Services and what they cost you

Beyond standard representation, buyer's agents differ in scope. Some offer:

  • Market analysis and neighborhood tours (standard)
  • Preparation for appraisal and inspection contingencies (standard)
  • Guidance on financing pre-approval and loan contingency language (standard at better firms)
  • Contractor or inspector referrals (varies by agent)
  • Post-closing support if title or warranty issues arise (rare; most agents step away after closing)

Garceau's website emphasizes a team approach, which can mean faster response times and round-the-clock availability during active offers. That is useful in Baltimore's competitive neighborhoods, where a 24-hour delayed response can mean losing a property.

Cost to you: zero, in standard transactions. You pay nothing directly. If you go FSBO (for sale by owner) and hire an agent, that agent may charge a flat fee of $2,000 to $5,000, but that is unusual and not standard practice in Baltimore.

Who benefits most, and who should look elsewhere

Work with a buyer's agent if:

  • You are a first-time buyer and unfamiliar with Baltimore neighborhood variation, contingencies, or inspection red flags.
  • You are moving from out of state and need someone who knows local lenders, title companies, and the difference between city and county properties (tax rates, city services, school zones).
  • You are making an offer in a competitive neighborhood where speed, credibility, and negotiating skill drive outcomes.
  • You want someone to identify off-market pocket listings before they hit the MLS.

You do not need an agent if:

  • You are selling a property you inherited and listing FSBO; you can hire an agent solely for buyer representation.
  • You are flipping properties or doing construction and have your own contractor and title contacts.
  • You are targeting a single rental property in a neighborhood you already know well and feel confident submitting an offer yourself.

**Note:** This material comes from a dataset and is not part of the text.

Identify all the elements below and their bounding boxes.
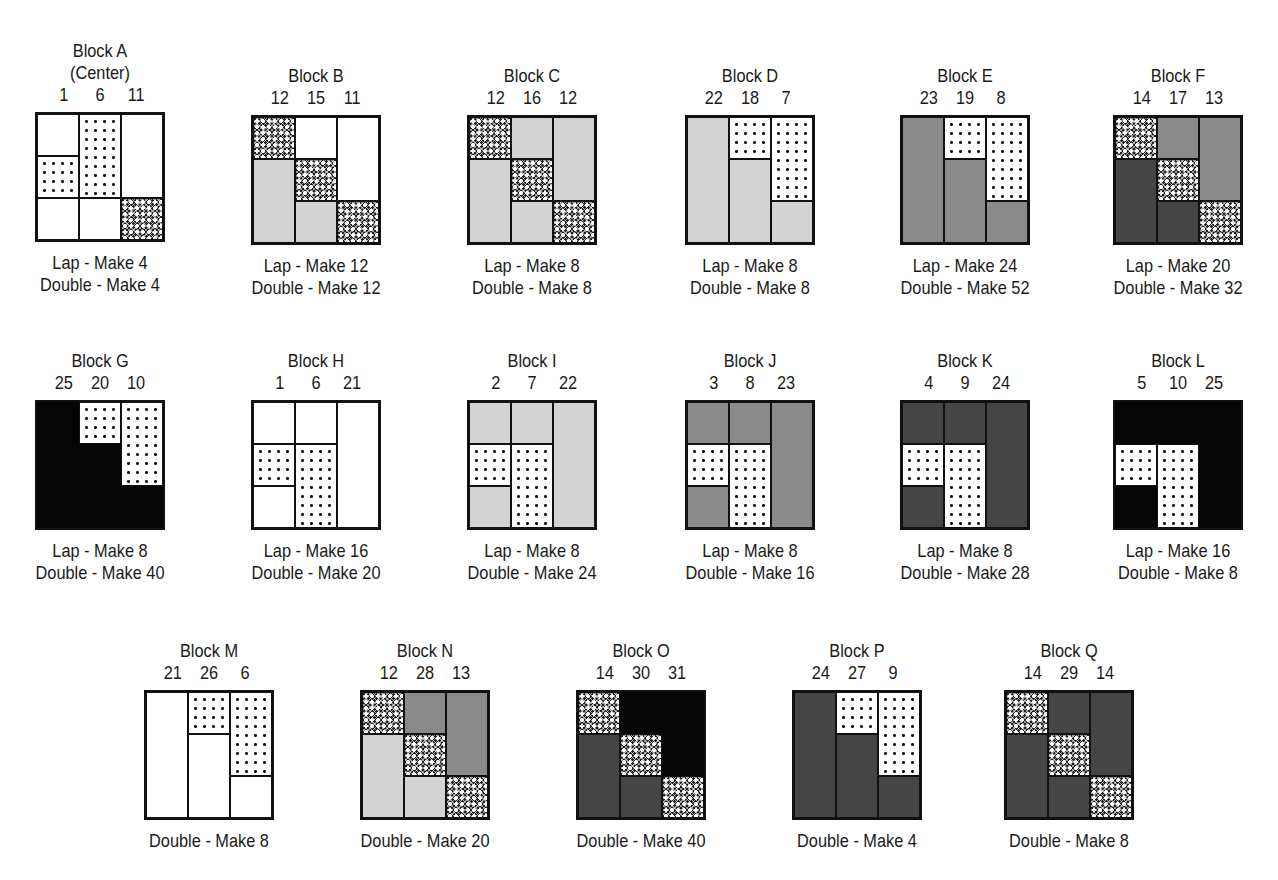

What the first conversation involves

When you contact Floyd or another buyer's agent, expect a 20-to-30-minute initial call covering: neighborhoods you are considering, budget and financing status (pre-approval, FHA vs. conventional), timeline, and must-haves (yard, parking, square footage). A good agent will ask whether you are pre-approved and by whom, because that signals credibility to sellers in a bidding war. They will also ask about your contingencies: Are you selling a current home? Do you need the inspection to find major issues, or are you buying as-is?

From there, you schedule property showings, attend open houses together, and when you find something, Floyd prepares a written offer with comps, contingency language, and earnest money amount.

Hours and how to reach Garceau Realty

Garceau maintains offices in Baltimore and Columbia. Buyer agents typically work by appointment and are available evenings and weekends for showings. Contact the Baltimore office to connect with Floyd or confirm current hours, as staffing can shift. Like most residential firms, evenings and Saturdays are peak times for touring, so flexibility is expected.

Garceau operates at the scale where you are not one of hundreds of clients but also have enough firm infrastructure behind you that transactions move smoothly. That balance is what distinguishes a regional independent from both the large-box franchises and single-agent operations.